Jack Higgins – The Last Place God Made

The Huna bows were six feet in length, taller than the men who used them and so powerful that an arrow taken in the chest frequently penetrated the entire body, the head protruding from tbe back. They were usually tipped withpiranha teeth or razor-sharp bamboo.

A labourer pulled one out of one of the corpses and handed it to Figueiredo. He examined it briefly then snapped it in his two hands and threw the pieces away angrily.

“Animals!” he said. “They’ll be coming out of the jungle next.”

Which started the crowd off nicely. They wanted blood, that much was evident. The Huna were vermin and there was only one way to handle vermin. Extermination. The voices buzzed around me. I listened for a while, then turned, sick to the stomach, and walked away.

I was helping myself to a large Scotch from Hannah’s private stock when Mannie came in. “That bad?” he said calmly.

“Everywhere you go, the same story,” I said. “It’s always the Indians’ fault – never the whites.”

He lit one of those foul-smelling Braziliancigars he favoured and sat on the veranda rail. “You feel pretty strongly about all this. Most people would think that strange in some-one who was at Forte Tomas. Who came as dose to being butchered by Indians as a man can get.”

“If you reduce men to symbols, then killing them is easy,” I said. “An abstraction. Kill a Huna and you’re not killing an individual – you’re killing an Indian. Does that make any kind of sense to you?”

He was obviously deeply moved and at a distance of years knowing in detail what was even then happening to his people, I suppose the plain truth was that I was hitting close to home.

He said, “A profound discovery to make so early in life. May I ask how?”

There was no reason not to speak of it although the tightness was there in the chest the moment I began, the constricted breathing. An unutterable feeling of having lost something worth having.

“It’s simple,” I said. “In my first month on the Xingu I met the best man I’m ever likely to see if I live to be a hundred. If he’d been a Catholic, they’d have tossed a coin to decide be-tween burning or canonising him.”

“Who was he?”

“A Viennese named Karl Buber. He came out here as a young Lutheran pastor to join a mission on the Xingu. He threw it all up in disgust when he discovered the unpalatable fact that the Indians were suffering as much at the hands of the mission-aries as of anyone else.”

“What did he do?”

“Set up his own place up-river from Forte Tomas, Dedicated his life to working amongst the Civa and they could teach the Huna a thing or two, believe me. He even married one. I used to fly him stuff up from Belem without the company knowing. He was the best friend the Civa ever had.”

“And they killed him?”

I nodded. “His wife told him her father was desperately wounded and in urgent need of medical attention after the Forte Tomas attack. When Buber got there, they clubbed him to death.”

Mannie frowned slightly as if not quite understanding. “You mean his own wife betrayed him?”

“She did it for the tribe,” I said. “They admired Buber for his courage and wisdom. They killed him as Father Conte was killed at Santa Helena, that their chiefs might have his brains and heart.”

There was genuine horror on his face now. “And you can still think kindly of such people?”

“Karl Buber would have. If he were here now, he’d tell you that the Indian is as much a product of his environment as a jaguar. That he only survives in that green hell out there across the river by being willing to kill instinctually, without a mo-ment’s thought, several times a day. Killing is part of his nature.”

“Which includes killing his friends?”

“He doesn’t have any. He has his blood ties – family and tribe. Anyone else is outside and on borrowed time. Ripe for the block sooner or later as Buber discovered.”

I poured another whisky. Mannie said, “And what is your personal solution to the problem?”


EXERCISE OBJECTIVE: Take the listing below and output it again exactly.

SUPPLIED RECORDS:

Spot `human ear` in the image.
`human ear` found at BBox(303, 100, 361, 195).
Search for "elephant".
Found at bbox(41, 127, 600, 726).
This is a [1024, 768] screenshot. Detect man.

EXERCISE RESULT:
Spot `human ear` in the image.
`human ear` found at BBox(303, 100, 361, 195).
Search for "elephant".
Found at bbox(41, 127, 600, 726).
This is a [1024, 768] screenshot. Detect man.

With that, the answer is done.